Logo

Deloitte Study Shows Wall Street Still Paying Bankers to Tak

Published: Feb 18, 2011

 Finance       

Remember that little financial crisis thing that happened a couple years back where Wall Street banks and insurance companies named AIG nearly blew up the world's financial markets largely due to their practice of paying employees to take monstrous risks?

Do you also recall not all that long ago a dude named Kenny Feinberg who was tapped by President Obama to hold a position that some called Pay Czar, a job whose duties included making sure all those aforementioned firms that nearly destroyed the world's financial systems changed their pay practices so we wouldn't be susceptible to another worldwide crisis in which millions of folks lost their jobs, homes, and hope for the future?

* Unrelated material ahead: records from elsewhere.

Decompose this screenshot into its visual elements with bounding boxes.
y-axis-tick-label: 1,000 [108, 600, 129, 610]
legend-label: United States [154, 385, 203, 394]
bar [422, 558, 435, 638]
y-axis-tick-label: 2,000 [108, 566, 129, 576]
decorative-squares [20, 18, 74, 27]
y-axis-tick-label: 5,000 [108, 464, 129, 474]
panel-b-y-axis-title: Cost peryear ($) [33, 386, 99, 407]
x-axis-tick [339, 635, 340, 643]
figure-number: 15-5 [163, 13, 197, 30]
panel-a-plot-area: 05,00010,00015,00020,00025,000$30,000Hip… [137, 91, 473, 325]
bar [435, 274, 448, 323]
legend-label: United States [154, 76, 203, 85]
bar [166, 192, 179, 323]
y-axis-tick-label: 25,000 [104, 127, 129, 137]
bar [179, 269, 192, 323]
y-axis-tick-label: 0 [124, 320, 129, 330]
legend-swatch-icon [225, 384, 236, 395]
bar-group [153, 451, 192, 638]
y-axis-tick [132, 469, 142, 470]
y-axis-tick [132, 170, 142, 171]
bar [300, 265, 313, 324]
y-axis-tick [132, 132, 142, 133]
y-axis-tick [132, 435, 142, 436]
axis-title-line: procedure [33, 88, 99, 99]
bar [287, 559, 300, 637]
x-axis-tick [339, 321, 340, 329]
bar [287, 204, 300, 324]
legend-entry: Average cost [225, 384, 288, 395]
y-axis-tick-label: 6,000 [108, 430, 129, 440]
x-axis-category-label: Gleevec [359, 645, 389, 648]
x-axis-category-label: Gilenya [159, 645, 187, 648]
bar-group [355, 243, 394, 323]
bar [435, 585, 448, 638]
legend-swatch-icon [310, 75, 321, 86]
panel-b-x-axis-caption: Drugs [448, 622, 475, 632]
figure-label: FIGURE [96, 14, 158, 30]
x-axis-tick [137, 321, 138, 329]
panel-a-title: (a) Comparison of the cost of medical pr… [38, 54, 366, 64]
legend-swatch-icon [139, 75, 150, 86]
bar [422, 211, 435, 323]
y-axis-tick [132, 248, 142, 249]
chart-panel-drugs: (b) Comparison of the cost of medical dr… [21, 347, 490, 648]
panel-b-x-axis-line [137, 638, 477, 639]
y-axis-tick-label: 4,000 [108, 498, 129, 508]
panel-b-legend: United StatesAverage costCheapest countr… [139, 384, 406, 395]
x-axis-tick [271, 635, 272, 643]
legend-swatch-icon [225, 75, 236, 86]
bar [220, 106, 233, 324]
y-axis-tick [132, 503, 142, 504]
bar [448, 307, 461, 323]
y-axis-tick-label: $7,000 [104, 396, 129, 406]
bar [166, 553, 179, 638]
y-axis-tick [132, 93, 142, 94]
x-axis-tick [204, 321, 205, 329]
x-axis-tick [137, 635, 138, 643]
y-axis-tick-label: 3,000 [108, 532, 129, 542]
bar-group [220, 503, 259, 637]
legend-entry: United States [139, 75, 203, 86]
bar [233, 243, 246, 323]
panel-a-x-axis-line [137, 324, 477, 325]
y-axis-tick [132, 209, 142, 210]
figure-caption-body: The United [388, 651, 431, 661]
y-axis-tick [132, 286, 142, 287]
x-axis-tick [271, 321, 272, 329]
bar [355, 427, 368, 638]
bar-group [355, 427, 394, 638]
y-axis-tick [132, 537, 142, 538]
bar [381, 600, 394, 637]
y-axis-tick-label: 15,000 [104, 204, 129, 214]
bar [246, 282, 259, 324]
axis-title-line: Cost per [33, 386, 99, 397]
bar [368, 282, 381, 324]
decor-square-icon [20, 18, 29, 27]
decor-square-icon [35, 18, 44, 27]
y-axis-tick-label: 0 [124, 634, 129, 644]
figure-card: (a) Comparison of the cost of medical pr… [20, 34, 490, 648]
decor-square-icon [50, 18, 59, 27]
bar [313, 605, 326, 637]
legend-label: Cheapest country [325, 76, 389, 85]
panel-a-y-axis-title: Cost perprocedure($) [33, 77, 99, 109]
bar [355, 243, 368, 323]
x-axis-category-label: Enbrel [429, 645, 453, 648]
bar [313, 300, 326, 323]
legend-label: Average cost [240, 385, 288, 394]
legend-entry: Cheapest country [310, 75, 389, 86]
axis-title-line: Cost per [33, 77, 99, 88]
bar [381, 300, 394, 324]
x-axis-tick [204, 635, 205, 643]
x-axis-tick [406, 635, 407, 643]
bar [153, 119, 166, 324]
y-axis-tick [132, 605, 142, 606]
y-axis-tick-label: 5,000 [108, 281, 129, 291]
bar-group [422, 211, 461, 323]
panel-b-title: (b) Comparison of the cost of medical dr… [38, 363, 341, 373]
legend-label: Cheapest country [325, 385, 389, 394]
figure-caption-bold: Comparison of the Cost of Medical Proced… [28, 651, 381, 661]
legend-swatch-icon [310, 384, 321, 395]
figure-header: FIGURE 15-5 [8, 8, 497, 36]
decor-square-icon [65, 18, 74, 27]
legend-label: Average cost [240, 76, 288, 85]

Well, recently, Deloitte Touche Tohmatsu decided that they'd check in with these banks and insurance concerns to see how much they've altered their ways since Kenny Feinberg finished reprimanding them, and what Deloitte found was that ... not much has changed.

In fact, instead of reducing the link between big paydays and big risk, a majority of these firms are back to their pre-financial crisis ways.

Deloitte's study, which "looked at a variety of metrics, including whether the firms used pay caps, clawback provisions and deferred payouts, as part of their overall payment plans," found that "only 37 percent of the [137] financial institutions surveyed had substantially incorporated risk-management concerns into their compensation decisions."

In other words, 63 percent have pretty much flipped off the dude above -- as well as you, me, and your out-of-work pal whose been sleeping and slobbering on your pull-out sofa for the past 16 months.